Thankfully, knitting experienced a resurgence in the 1990s, but as a hobby rather than as a practical life skill.  This is when I decided to seriously take up knitting. Memories of my six-foot orange scarf still lingered.  Subconsciously, I did not want that to be my knitting legacy.  In the early 90s, my girls were little.  I could knit for them.  Sweaters for them were small and didn’t take long; and the girls were too young to be critical.  As they grew, so did my skills as a knitter.  Though after about age eight they weren’t keen on wearing handknit sweaters or socks (I don’t understand the socks), they did wear the hats and mittens I made for them on through high school.  In fact, they still do today.  They both know how to knit, but neither has embraced it as an obsession hobby like their mother.

Surprisingly, at least to me, I was the only knitting mom in my girls’ circle of friends when they were growing up.  This led to me making 36 hats for the two high school girl’s soccer teams one year.  It started as two, one for each of my girls.  They then cam home and said, “So and so wants to know if you will make them a hat like mine.”  I was happy to do that.  What’s another hat.  And then there was another that wanted a hat.  And another.  And another.  You see where this is going…The girls were all most appreciative of their handmade hats so I was happy to do all of the knitting.

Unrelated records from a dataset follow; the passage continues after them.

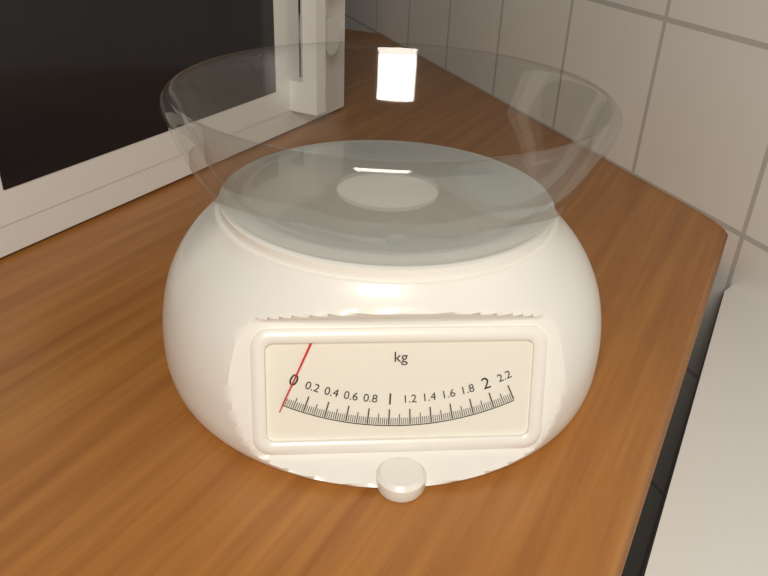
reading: 0.00 kg
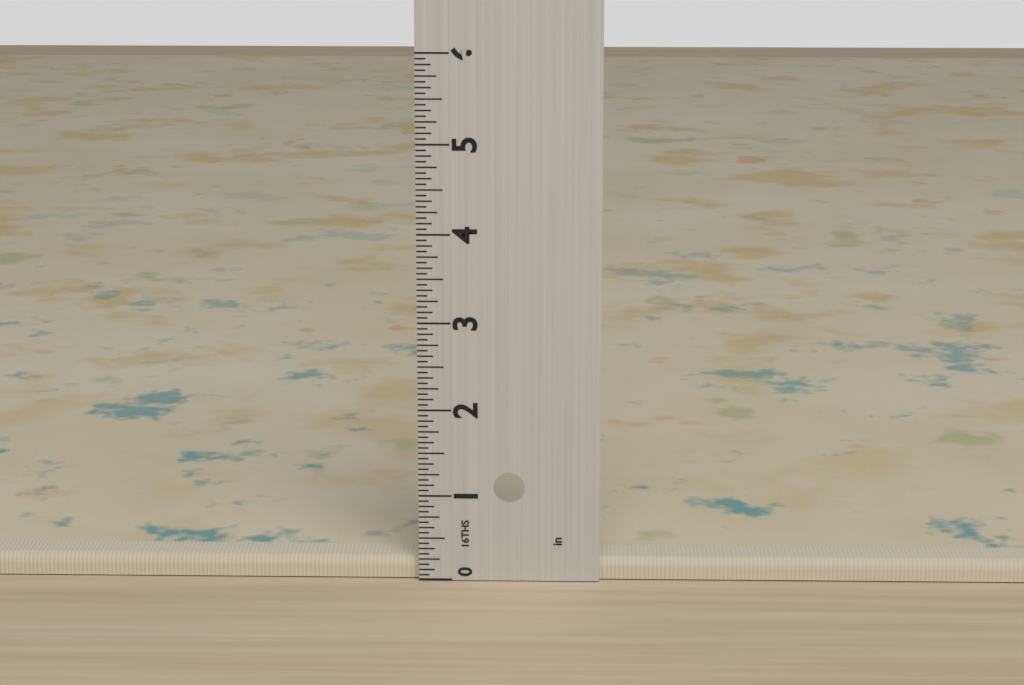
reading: 0.2500 in
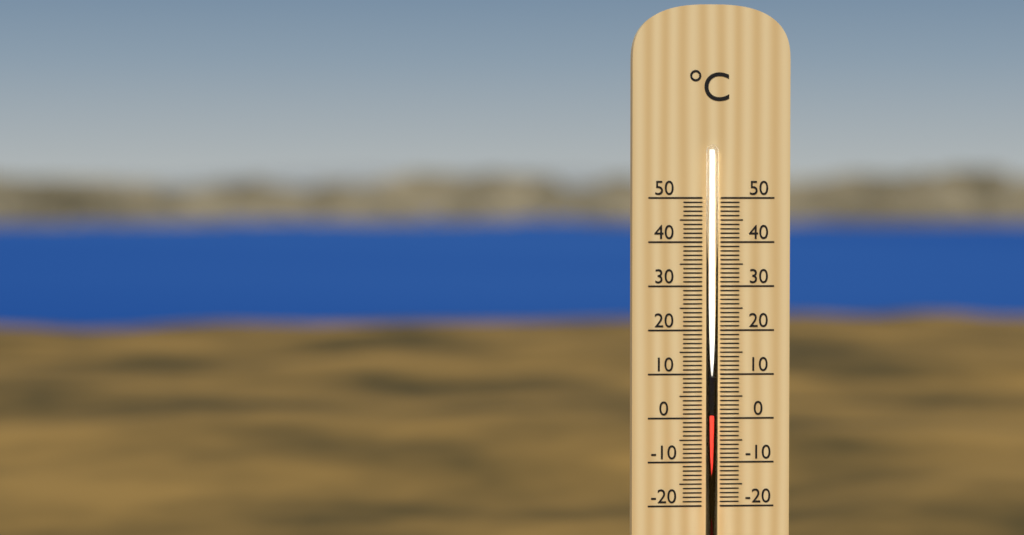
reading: 1 °C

I offer another story for contrast.

A mom came up to me in the school parking lot and asked if I would make her daughter and her daughter’s best friend matching scarves for Christmas.  I inquired as to what kind of scarves she wanted.  She explained that they were multi-colored stripes “like they have at Old Navy.”  I then asked her why she didn’t just buy the ones at Old Navy if she wanted me to make scarves “exactly like” these.  She said, “They are $10 each.  I figure you can make them a whole lot cheaper.”  Nope.  Nope I can’t.  And I didn’t.

As I’ve gotten older, my knitting has changed.  I do tend to make more practical things.  I’m not drawn anymore to making the fancy shawl that I’ll probably never wear but want to make just because the pattern is interesting and challenging.  I make things that people have specifically asked for or items that can be donated to charity.  I make what I need – socks, hats, blankets, scarves.  I haven’t even made a sweater recently, though I am thinking of making a cardigan this winter.

Perhaps it’s the knitting of primarily practical things that qualifies as grandmotherly knitting.  If so, that’s OK.  My head, hands, and feet will be nice and warm as I sit in my rocking chair knitting my days away.

I guess it is up to all of us grandma types to teach the younger generation how to knit and, more importantly, why they should want to knit.